Hartford-Empire testimony names Three Rivers Glass in U.S. Senate monopoly probe

On 12 December 1938, the U.S. Senate Temporary National Economic Committee (TNEC, the “monopoly committee,” chaired by Senator Joseph C. O’Mahoney) hears full-day testimony from F. G. Smith, president of Hartford-Empire Co. of Hartford, Connecticut. Smith — questioned by Hugh Cox of the U.S. Department of Justice — defends Hartford-Empire’s ownership of the patents on the machinery by which glass containers can be produced most economically, its practice of leasing the machinery on a royalty basis to individual manufacturers, and its stipulation of what type of container each licensee may produce and, in some cases, how many.
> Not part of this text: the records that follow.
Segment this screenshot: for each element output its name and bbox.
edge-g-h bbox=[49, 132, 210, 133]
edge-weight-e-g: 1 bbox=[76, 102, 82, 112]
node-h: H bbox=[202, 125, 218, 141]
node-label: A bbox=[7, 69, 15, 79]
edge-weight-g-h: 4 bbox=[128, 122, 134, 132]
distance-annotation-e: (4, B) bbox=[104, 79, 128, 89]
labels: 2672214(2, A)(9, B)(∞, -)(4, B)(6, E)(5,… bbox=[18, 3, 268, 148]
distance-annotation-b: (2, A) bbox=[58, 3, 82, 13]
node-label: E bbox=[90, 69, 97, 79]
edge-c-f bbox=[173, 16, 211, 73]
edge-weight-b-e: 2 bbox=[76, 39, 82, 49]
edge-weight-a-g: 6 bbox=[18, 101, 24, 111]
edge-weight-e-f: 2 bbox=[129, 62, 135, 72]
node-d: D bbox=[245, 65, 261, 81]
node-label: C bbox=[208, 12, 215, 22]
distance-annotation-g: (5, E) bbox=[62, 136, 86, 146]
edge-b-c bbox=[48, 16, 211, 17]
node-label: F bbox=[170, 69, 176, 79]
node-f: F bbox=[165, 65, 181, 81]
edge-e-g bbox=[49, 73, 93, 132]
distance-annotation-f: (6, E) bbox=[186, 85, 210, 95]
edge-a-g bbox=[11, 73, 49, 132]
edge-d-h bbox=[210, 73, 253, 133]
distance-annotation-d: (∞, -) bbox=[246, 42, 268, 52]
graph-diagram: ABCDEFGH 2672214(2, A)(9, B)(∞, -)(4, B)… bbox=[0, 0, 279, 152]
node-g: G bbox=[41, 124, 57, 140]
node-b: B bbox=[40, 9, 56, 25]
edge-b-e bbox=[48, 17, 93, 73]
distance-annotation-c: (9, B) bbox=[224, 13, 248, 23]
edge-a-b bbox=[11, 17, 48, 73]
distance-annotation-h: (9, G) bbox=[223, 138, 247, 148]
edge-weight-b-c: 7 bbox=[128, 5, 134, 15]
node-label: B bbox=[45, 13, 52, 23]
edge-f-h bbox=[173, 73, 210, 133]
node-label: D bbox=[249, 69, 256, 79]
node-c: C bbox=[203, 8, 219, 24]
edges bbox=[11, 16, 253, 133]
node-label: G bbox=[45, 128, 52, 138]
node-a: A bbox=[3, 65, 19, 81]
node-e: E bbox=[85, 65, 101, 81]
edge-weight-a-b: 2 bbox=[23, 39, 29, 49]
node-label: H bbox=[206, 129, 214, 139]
Hartford-Empire’s licensing terms also reserved the right to decide whether or not a new manufacturer is to be admitted to the business.
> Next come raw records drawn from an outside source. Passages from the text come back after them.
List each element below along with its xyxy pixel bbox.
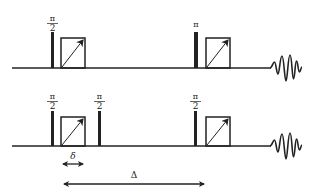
gradient-pulse-2 <box>206 38 230 68</box>
arrow-icon <box>207 119 228 145</box>
arrow-icon <box>207 40 228 67</box>
pulse-pi-half-3: π 2 <box>190 92 201 146</box>
gradient-pulse-2 <box>206 117 230 146</box>
gradient-pulse-1 <box>61 38 85 68</box>
fid-signal-icon <box>270 133 302 159</box>
pulse-pi-half-2: π 2 <box>94 92 105 146</box>
sequence-top: π 2 π <box>12 14 302 81</box>
delta-small-label: δ <box>70 151 75 161</box>
pulse-label-num: π <box>193 92 198 101</box>
pulse-label-num: π <box>50 92 55 101</box>
pulse-pi-half-1: π 2 <box>47 92 58 146</box>
gradient-pulse-1 <box>61 117 85 146</box>
arrow-icon <box>62 119 83 145</box>
delta-big-label: Δ <box>131 170 138 180</box>
pulse-label-den: 2 <box>193 101 199 111</box>
pulse-pi-half-1: π 2 <box>47 14 58 68</box>
pulse-label-num: π <box>50 14 55 23</box>
pulse-label-den: 2 <box>50 23 56 33</box>
arrow-icon <box>62 40 83 67</box>
fid-signal-icon <box>270 55 302 81</box>
sequence-bottom: π 2 π 2 π 2 <box>12 92 302 184</box>
pulse-label-num: π <box>97 92 102 101</box>
pulse-pi: π <box>193 20 198 68</box>
pulse-label-num: π <box>193 20 198 29</box>
delta-big-annotation: Δ <box>64 170 204 184</box>
pulse-label-den: 2 <box>97 101 103 111</box>
delta-small-annotation: δ <box>63 151 83 164</box>
pulse-label-den: 2 <box>50 101 56 111</box>
pulse-sequence-diagram: π 2 π π 2 <box>0 0 311 195</box>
A second day of testimony (13 December) introduces R. T. Bufford Jr., secretary and counsel for Hartford-Empire (from R. H. Eberty, attorney for Hartford-Empire’s San Antonio office on the witness panel), who reads aloud from an internal Hartford-Empire memorandum explicitly characterizing Three Rivers Glass Company as “a perpetual thorn in the side of all the manufacturing companies” of the patent pool. Bufford further confirms that Hartford-Empire physically removed its machinery from the Three Rivers factory when the Texas firm could not pay — the closest period-source documentation on this site of the upstream chain of events that pushed Three Rivers into the 1932 receivership and the December 1936 reorganization under Ball.
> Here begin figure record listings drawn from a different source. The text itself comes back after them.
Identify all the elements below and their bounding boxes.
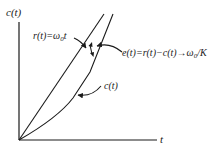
ramp-input-line [19, 14, 104, 140]
ramp-response-diagram: c(t) t r(t)=ω0t e(t)=r(t)−c(t)→ω0/K c(t) [0, 0, 213, 148]
error-arrow-head-top [89, 42, 93, 47]
error-label: e(t)=r(t)−c(t)→ω0/K [122, 47, 208, 60]
response-label-pointer [78, 86, 101, 95]
response-label: c(t) [104, 80, 119, 92]
ramp-input-label: r(t)=ω0t [33, 30, 67, 43]
x-axis-label: t [160, 133, 164, 145]
error-arrow-head-bottom [90, 52, 94, 57]
diagram-svg: c(t) t r(t)=ω0t e(t)=r(t)−c(t)→ω0/K c(t) [0, 0, 213, 148]
y-axis-label: c(t) [6, 6, 22, 19]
The same testimony documents Hartford-Empire’s licensing income from 1916 through the late 1930s (a multi-million-dollar revenue stream tabulated on the witness exhibit) and Smith’s careful refusal to “unqualifiedly” deny that price control was within Hartford-Empire’s power — the line Senator O’Mahoney calls “the defect” of the system.

The TNEC investigation contributed to the evidentiary record that informed United States v. Hartford-Empire Co., decided by the Supreme Court in 1945 — the federal anti-trust case that the January 1946 Three Rivers shareholders’ suit invoked as its broader legal frame.